One of the toughest things to deal with at work is a boss who doesn’t understand you — or worse, doesn’t understand what you do.
Wastewater operators run into that a lot. So there’s a twist to this month’s “Hearts and Minds” column. It’s not about helping the general public understand wastewater treatment and its importance. It’s about getting the bosses — those utility managers, aldermen, mayors — on board with treatment and the daily challenges operators face.
The story tells how John Hricko, manager at the Town of Crewe (Va.) Wastewater Treatment Plant, teamed with Town of Farmville manager Gerry Spates to put on a class in “Water & Wastewater Treatment 101 For Administrative Personnel.”
The moral is that the way to gain more support and buy-in at the top is not to complain and wish things would get better, but to do something affirmative about it. There was an interesting perspective on that general topic in our sister publication, Municipal Sewer & Water, last month.
There, workplace psychologist and leadership trainer Marie McIntyre emphasized that the boss-employee relationship is a two-way street: Employees are just as responsible for establishing a good relationship with their managers as those managers are for doing the same for their team.
Novel concept
That’s a novel concept — that warming up relations with the troops isn’t only the manager’s job. Just grasping that idea can be a start toward better cooperation at work.
Of course, many clean-water plant staffs are squarely on the same page with community decision makers. And plant staffs themselves seem, in general, to function quite cohesively.
But as Hricko and Spates observed, the people in city hall and the people at the plant often don’t connect as well as they should. Maybe that’s because the treatment people are specialists and the administrators are generalists. Maybe it’s that public officials and employees not in the clean-water professions prefer not to “get their hands dirty” — like the general public, they like treatment to be out of sight, out of mind.
Whatever the reason, a gap exists in many communities between those who run the plant and those who make the decisions and hold the purse strings.
Making an impact
Closing that gap doesn’t require doing something as elaborate as what Hricko and Spates did with their daylong course. There are many simpler and easier ways to establish connections — and the more personal the better.
How about inviting the city council or village board down for a tour? What about offering a tour as a matter of course to newly elected officials as soon as they take office?
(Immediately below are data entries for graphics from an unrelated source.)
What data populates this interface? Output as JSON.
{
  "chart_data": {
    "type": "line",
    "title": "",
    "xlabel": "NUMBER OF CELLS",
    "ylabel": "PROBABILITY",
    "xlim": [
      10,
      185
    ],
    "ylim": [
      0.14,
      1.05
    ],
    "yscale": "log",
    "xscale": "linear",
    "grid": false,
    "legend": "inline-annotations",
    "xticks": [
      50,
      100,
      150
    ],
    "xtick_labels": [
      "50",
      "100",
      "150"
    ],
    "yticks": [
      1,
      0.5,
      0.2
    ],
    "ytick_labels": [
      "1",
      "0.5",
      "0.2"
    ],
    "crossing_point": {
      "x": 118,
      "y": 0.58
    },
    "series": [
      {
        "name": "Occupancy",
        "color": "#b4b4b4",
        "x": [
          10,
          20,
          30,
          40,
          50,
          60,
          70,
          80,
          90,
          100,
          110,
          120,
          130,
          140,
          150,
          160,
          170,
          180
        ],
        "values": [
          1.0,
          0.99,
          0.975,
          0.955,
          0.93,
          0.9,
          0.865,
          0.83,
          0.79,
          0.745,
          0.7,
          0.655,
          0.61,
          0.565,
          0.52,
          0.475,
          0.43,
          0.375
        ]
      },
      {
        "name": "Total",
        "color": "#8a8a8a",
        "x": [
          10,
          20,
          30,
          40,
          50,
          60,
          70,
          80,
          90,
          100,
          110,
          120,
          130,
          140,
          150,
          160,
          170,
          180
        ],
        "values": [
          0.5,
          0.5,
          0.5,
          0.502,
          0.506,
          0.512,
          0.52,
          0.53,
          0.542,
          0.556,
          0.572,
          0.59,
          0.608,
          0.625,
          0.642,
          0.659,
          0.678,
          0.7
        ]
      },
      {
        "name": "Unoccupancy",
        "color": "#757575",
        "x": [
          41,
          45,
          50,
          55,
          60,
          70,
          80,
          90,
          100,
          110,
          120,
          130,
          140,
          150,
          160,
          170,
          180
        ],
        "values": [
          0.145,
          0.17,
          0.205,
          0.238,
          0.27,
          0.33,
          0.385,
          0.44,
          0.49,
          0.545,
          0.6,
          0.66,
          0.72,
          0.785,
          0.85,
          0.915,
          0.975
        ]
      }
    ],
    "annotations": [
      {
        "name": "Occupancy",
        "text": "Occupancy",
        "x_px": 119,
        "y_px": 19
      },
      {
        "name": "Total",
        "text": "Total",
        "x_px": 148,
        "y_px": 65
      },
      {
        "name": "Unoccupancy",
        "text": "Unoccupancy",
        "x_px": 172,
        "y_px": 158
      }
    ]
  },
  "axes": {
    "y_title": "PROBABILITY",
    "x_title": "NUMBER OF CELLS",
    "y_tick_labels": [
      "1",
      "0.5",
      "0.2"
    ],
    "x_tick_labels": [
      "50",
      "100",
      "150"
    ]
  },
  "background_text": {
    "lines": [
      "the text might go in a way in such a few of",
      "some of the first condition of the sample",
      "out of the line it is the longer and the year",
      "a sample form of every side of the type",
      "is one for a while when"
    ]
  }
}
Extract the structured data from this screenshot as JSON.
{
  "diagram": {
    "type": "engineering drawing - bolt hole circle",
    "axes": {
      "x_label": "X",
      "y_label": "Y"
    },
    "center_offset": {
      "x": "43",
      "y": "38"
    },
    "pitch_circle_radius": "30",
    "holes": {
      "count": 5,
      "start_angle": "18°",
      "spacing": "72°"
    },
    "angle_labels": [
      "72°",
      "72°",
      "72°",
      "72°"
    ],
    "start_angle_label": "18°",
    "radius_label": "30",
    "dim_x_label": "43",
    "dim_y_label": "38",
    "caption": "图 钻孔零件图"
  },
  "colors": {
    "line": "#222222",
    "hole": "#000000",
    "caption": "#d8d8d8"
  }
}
How about popping into the mayor’s office maybe once a quarter to pass along an interesting article or your latest glowing report to your regulatory agency? Does your plant report regularly to the local council? That’s a good and convenient place to meet all the decision makers in the same room. How about asking for five minutes on the council agenda, maybe twice a year, to tell how the plant is doing?
And there’s nothing like good publicity to warm your local officials’ hearts. Keep your local newspaper apprised of your accomplishments — awards, service milestones, new certifications, promotions, compliance records. Your community leaders will notice.
Taking action
These ideas just scratch the surface. The point is to make the effort. It’s a near-universal truth that people find wastewater treatment interesting once they learn what is involved. That’s as true of public officials as it is of anyone else.
The point is: If your relationships with your administrators and council aren’t what you would like them to be, decide to make them better. Then act. As an old popular song said: “How often times it happens that we live our lives in chains, and we never even know we have the key.”